As the rain carried on, Yve found himself falling asleep. The rain didn't soothe him, but the after-storm smell did.

He looked forward to the end of the storm.

****

Yve woke up cold. Raindrops still dripped off his roof and into his jars. The stormwinds had loosened his door, opening it right next to his head.

Yve looked outside. People were drying off their tents and huts in his alleyway. He got up to go help.

A long black car pulled in front of the alley, splashing everyone with a puddle from a dip in the cobblestone road.

A man in his late 60s stepped out of the car. He wore a long black trench coat, black boots, and a black hat.

"I am looking for Yve Bobs," he said. "Sources say he camps here."

Was he from the foster care system? Yve couldn't go back... He wouldn't!

"I don't know an Yve Bobs, sir," Jenkin - the oldest of the homeless; one who would take care of any kids and teens who showed up - said.

"You might be more comfortable with telling me if I were to tell you who I am. My name is Petur Odinel. I work with talented teens, and Yve Bobs is a person of interest."

"We speak cop, Odinel," Alis - another homeless person - said. "We know better than to hand over a person to any trench-coat black-hat bitch like you."

Odinel sighed.

"Ma'am, this doesn't have to be difficult. I'm not an officer; I'm not with the government; I'm not here to cause harm. I simply need to meet Yve Bobs."

"We don't have last names 'round here," Gerard - Yve's friend from the day he ran away - spoke up. "If we did, we wouldn't give ourselves one like 'Bobs'."

"Then I apologize for what is about to happen."

Odinel tapped a dark green watch he wore. Out of nowhere, a helicopter covered above the car, and two people jumped down. Based on body type, they both appeared male.

They wore long-sleeved black turtlenecks and black jeans. The taller one on the left had cut-open sides on their jeans, layered over a weirdly-patterned gray pair of pants. The shorter one on the right wore regular black pants with a chain hanging down the left side. They both wore black hats and masks. The shorter one had black wire cat ears with rhinestone flowers over their hat.

They jumped into action. They shouted things to each other in a mix of Spanish and Thai.

"ใช่?" the shorter one shouted.

("Yes?")

"No!" the taller shouted back. They had a feminine voice, which surprised Yve.

"Wait, si!"

("Wait, yes!")

"Really?"

"Nevermind."

The taller groaned and continued the search.
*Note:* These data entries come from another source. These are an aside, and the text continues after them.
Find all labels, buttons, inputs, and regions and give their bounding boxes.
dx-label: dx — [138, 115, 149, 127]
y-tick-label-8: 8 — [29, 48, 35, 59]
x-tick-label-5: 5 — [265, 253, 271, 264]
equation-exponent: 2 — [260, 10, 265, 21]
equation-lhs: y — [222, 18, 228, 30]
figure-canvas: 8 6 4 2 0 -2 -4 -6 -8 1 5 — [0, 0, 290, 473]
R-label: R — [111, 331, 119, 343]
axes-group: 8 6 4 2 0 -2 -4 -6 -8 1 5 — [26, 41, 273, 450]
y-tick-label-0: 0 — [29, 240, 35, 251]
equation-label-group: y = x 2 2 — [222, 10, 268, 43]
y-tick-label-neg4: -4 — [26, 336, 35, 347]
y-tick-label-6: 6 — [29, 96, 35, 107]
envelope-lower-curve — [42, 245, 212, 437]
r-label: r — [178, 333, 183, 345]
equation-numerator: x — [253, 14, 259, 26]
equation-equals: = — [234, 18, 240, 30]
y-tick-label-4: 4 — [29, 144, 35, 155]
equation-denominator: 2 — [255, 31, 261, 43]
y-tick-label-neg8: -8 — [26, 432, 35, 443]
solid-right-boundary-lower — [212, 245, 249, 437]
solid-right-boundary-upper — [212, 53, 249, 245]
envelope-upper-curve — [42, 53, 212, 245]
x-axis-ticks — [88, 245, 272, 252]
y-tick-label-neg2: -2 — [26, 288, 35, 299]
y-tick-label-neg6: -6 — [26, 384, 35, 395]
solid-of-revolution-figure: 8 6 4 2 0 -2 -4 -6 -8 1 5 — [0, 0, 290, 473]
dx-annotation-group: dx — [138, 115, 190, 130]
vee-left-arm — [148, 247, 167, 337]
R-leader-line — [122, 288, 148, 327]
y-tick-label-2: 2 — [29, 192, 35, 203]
Everyone else in the alley had been knocked to the ground. The teens had Yve cornered.

Yve noticed a blue circle between their glasses and eyes.

"Are you Yve Bobs?" the taller one with the feminine voice asked.

"No."

"Liar," the shorter said.

"How would you know if I was or wasn't lying?"

"Science."

"Come with us, Yve Bobs," the taller said.
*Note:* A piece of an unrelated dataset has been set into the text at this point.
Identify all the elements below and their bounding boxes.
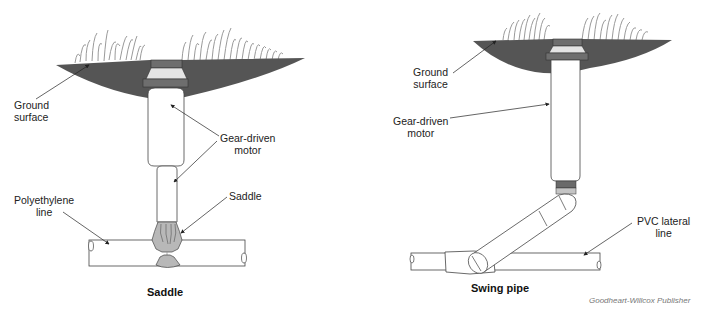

"No, thanks. I like my freedom."

"Honey, what freedom?" the shorter laughed. "You live in a dumpster."

"I don't live in a dumpster. Doran a few alleyways down does. Maybe you mixed us up. Yve and Doran are both very common names."

"You admit that you're Yve Bobs?" the taller asked.

Yve paused, then whispered a panicked "shit."

"Come with us."

"Who are you?"

"None of your business."

"They're gifted teens," Odinel said, standing between the two and putting a hand on their shoulders. "Just like you."

"I don't wanna wear all black and shout in three different languages while attacking homeless people."

"We don't do that," the taller teen said.

"You literally just did it."

The teen lifted their left hand, and the fingerless glove they wore began to turn into a sharp knife.

"No need for that," Yve said.

"I agree with him," Odinel said, gently grabbing the tall teen's wrist. "Why don't you introduce yourselves, then he can come with us."

The teens seemed to share a look, then they faced Yve.

"I'm Louis Alein," the shorter teen said.

"Sallie Maria," the taller said.

"And you're Yve Bobs," Odinel said. "Now that we know that, let's get in the car."

Odinel waved at the helicopter, and it flew away. He began walking for the car.

Yve stayed in place. The teens grabbed his arms and led him over.

"I'm reporting you," Yve said. "I don't think cops are supposed to kidnap children."

"We're not cops," Sallie said.

"You look like it."

Sallie and Louis shoved Yve into the back of the car. The limo. They then sat on either side of him, making sure he didn't run away.